🤖 AI Summary
This work addresses the challenge of representation learning for human activity recognition from wrist-worn inertial measurement unit (IMU) signals under severe label scarcity. It introduces, for the first time, the submovement theory from motor control into wearable self-supervised learning, proposing biologically grounded movement segments as tokens. By segmenting and tokenizing acceleration signals according to submovement theory and pretraining a Transformer encoder via masked motion segment reconstruction, the method effectively captures the temporal structure of activities. Pretrained on the NHANES dataset, the approach outperforms existing wearable self-supervised methods across six user-disjoint benchmark tasks and demonstrates superior data efficiency in low-label regimes.
📝 Abstract
Wearable accelerometers have enabled large-scale health and wellness monitoring, yet learning robust human-activity representations has been constrained by the scarcity of labeled data.
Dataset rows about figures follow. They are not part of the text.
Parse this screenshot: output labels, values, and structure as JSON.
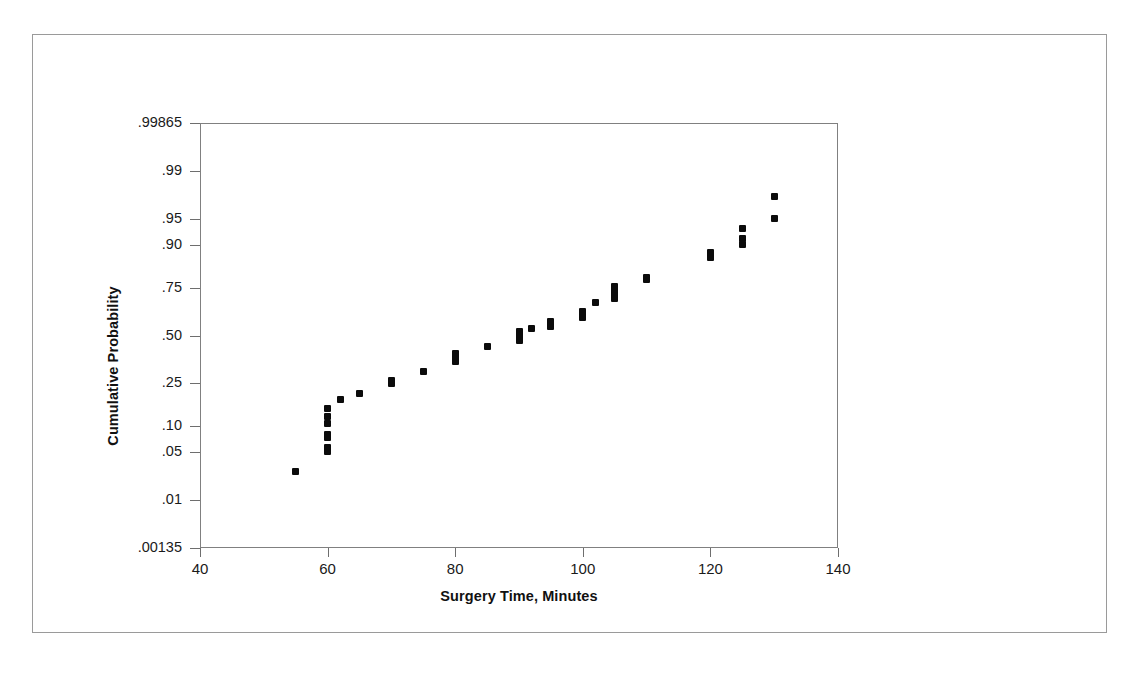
{
  "figure": {
    "border_color": "#9a9a9a",
    "background": "#ffffff"
  },
  "chart_data": {
    "type": "scatter",
    "title": "",
    "subtitle": "",
    "xlabel": "Surgery Time, Minutes",
    "ylabel": "Cumulative Probability",
    "xlim": [
      40,
      140
    ],
    "ylim_probability": [
      0.00135,
      0.99865
    ],
    "yscale": "normal-probability",
    "grid": false,
    "legend": null,
    "legend_position": "none",
    "marker": "square",
    "marker_color": "#0b0b0b",
    "marker_size_px": 7,
    "xticks": [
      40,
      60,
      80,
      100,
      120,
      140
    ],
    "xticklabels": [
      "40",
      "60",
      "80",
      "100",
      "120",
      "140"
    ],
    "yticks_probability": [
      0.00135,
      0.01,
      0.05,
      0.1,
      0.25,
      0.5,
      0.75,
      0.9,
      0.95,
      0.99,
      0.99865
    ],
    "yticks_z": [
      -3.0,
      -2.326,
      -1.645,
      -1.282,
      -0.674,
      0.0,
      0.674,
      1.282,
      1.645,
      2.326,
      3.0
    ],
    "yticklabels": [
      ".00135",
      ".01",
      ".05",
      ".10",
      ".25",
      ".50",
      ".75",
      ".90",
      ".95",
      ".99",
      ".99865"
    ],
    "n_points": 50,
    "x": [
      55,
      60,
      60,
      60,
      60,
      60,
      60,
      60,
      62,
      65,
      70,
      70,
      75,
      80,
      80,
      80,
      80,
      85,
      90,
      90,
      90,
      90,
      92,
      95,
      95,
      95,
      100,
      100,
      100,
      102,
      105,
      105,
      105,
      105,
      110,
      110,
      120,
      120,
      125,
      125,
      125,
      130,
      130
    ],
    "y": [
      0.027,
      0.051,
      0.057,
      0.075,
      0.082,
      0.107,
      0.127,
      0.15,
      0.185,
      0.205,
      0.25,
      0.262,
      0.305,
      0.355,
      0.372,
      0.385,
      0.398,
      0.44,
      0.47,
      0.488,
      0.505,
      0.52,
      0.54,
      0.548,
      0.565,
      0.578,
      0.6,
      0.615,
      0.632,
      0.68,
      0.7,
      0.72,
      0.74,
      0.755,
      0.785,
      0.795,
      0.865,
      0.88,
      0.9,
      0.915,
      0.935,
      0.95,
      0.975
    ],
    "annotations": []
  },
  "axes": {
    "x_axis_name": "surgery-time-axis",
    "y_axis_name": "cumulative-probability-axis"
  }
}
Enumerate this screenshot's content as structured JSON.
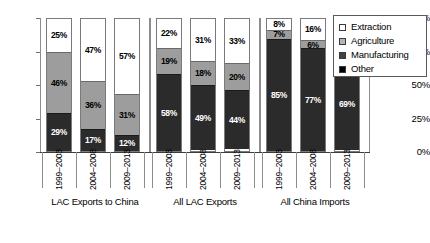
{
  "chart_data": {
    "type": "bar",
    "subtype": "stacked-percentage-column",
    "title": "",
    "xlabel": "",
    "ylabel": "",
    "ylim": [
      0,
      100
    ],
    "y_ticks": [
      "0%",
      "25%",
      "50%",
      "75%",
      "100%"
    ],
    "grid": false,
    "legend_position": "top-right",
    "categories": [
      "1999–2003",
      "2004–2008",
      "2009–2013"
    ],
    "groups": [
      {
        "name": "LAC Exports to China",
        "bars": [
          {
            "category": "1999–2003",
            "segments": [
              {
                "name": "Extraction",
                "value": 25,
                "label": "25%"
              },
              {
                "name": "Agriculture",
                "value": 46,
                "label": "46%"
              },
              {
                "name": "Manufacturing",
                "value": 29,
                "label": "29%"
              }
            ]
          },
          {
            "category": "2004–2008",
            "segments": [
              {
                "name": "Extraction",
                "value": 47,
                "label": "47%"
              },
              {
                "name": "Agriculture",
                "value": 36,
                "label": "36%"
              },
              {
                "name": "Manufacturing",
                "value": 17,
                "label": "17%"
              }
            ]
          },
          {
            "category": "2009–2013",
            "segments": [
              {
                "name": "Extraction",
                "value": 57,
                "label": "57%"
              },
              {
                "name": "Agriculture",
                "value": 31,
                "label": "31%"
              },
              {
                "name": "Manufacturing",
                "value": 12,
                "label": "12%"
              }
            ]
          }
        ]
      },
      {
        "name": "All LAC Exports",
        "bars": [
          {
            "category": "1999–2003",
            "segments": [
              {
                "name": "Extraction",
                "value": 22,
                "label": "22%"
              },
              {
                "name": "Agriculture",
                "value": 19,
                "label": "19%"
              },
              {
                "name": "Manufacturing",
                "value": 58,
                "label": "58%"
              }
            ]
          },
          {
            "category": "2004–2008",
            "segments": [
              {
                "name": "Extraction",
                "value": 31,
                "label": "31%"
              },
              {
                "name": "Agriculture",
                "value": 18,
                "label": "18%"
              },
              {
                "name": "Manufacturing",
                "value": 49,
                "label": "49%"
              }
            ]
          },
          {
            "category": "2009–2013",
            "segments": [
              {
                "name": "Extraction",
                "value": 33,
                "label": "33%"
              },
              {
                "name": "Agriculture",
                "value": 20,
                "label": "20%"
              },
              {
                "name": "Manufacturing",
                "value": 44,
                "label": "44%"
              }
            ]
          }
        ]
      },
      {
        "name": "All China Imports",
        "bars": [
          {
            "category": "1999–2003",
            "segments": [
              {
                "name": "Extraction",
                "value": 8,
                "label": "8%"
              },
              {
                "name": "Agriculture",
                "value": 7,
                "label": "7%"
              },
              {
                "name": "Manufacturing",
                "value": 85,
                "label": "85%"
              }
            ]
          },
          {
            "category": "2004–2008",
            "segments": [
              {
                "name": "Extraction",
                "value": 16,
                "label": "16%"
              },
              {
                "name": "Agriculture",
                "value": 6,
                "label": "6%"
              },
              {
                "name": "Manufacturing",
                "value": 77,
                "label": "77%"
              }
            ]
          },
          {
            "category": "2009–2013",
            "segments": [
              {
                "name": "Extraction",
                "value": 22,
                "label": "22%"
              },
              {
                "name": "Agriculture",
                "value": 7,
                "label": "7%"
              },
              {
                "name": "Manufacturing",
                "value": 69,
                "label": "69%"
              }
            ]
          }
        ]
      }
    ],
    "legend": [
      {
        "label": "Extraction",
        "key": "extraction",
        "color": "#ffffff"
      },
      {
        "label": "Agriculture",
        "key": "agriculture",
        "color": "#b4b4b4"
      },
      {
        "label": "Manufacturing",
        "key": "manufacturing",
        "color": "#404040"
      },
      {
        "label": "Other",
        "key": "other",
        "color": "#000000"
      }
    ]
  }
}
While self-supervised learning offers a potential remedy, existing approaches treat sensor streams as unstructured time series, overlooking the underlying biological structure of human movement, a factor we argue is critical for effective Human Activity Recognition (HAR). We introduce a novel tokenization strategy grounded in the submovement theory of motor control, which posits that continuous wrist motion is composed of superposed elementary basis functions called submovements. We define our token as the movement segment, a unit of motion composed of a finite sequence of submovements that is readily extractable from wrist accelerometer signals. By treating these segments as tokens, we pretrain a Transformer encoder via masked movement-segment reconstruction to model the temporal dependencies of movement segments, shifting the learning focus beyond local waveform morphology. Pretrained on the NHANES corpus (approximately 28k hours; approximately 11k participants; approximately 10M windows), our representations outperform strong wearable SSL baselines across six subject-disjoint HAR benchmarks. Furthermore, they demonstrate stronger data efficiency in data-scarce settings. Code and pretrained weights will be made publicly available.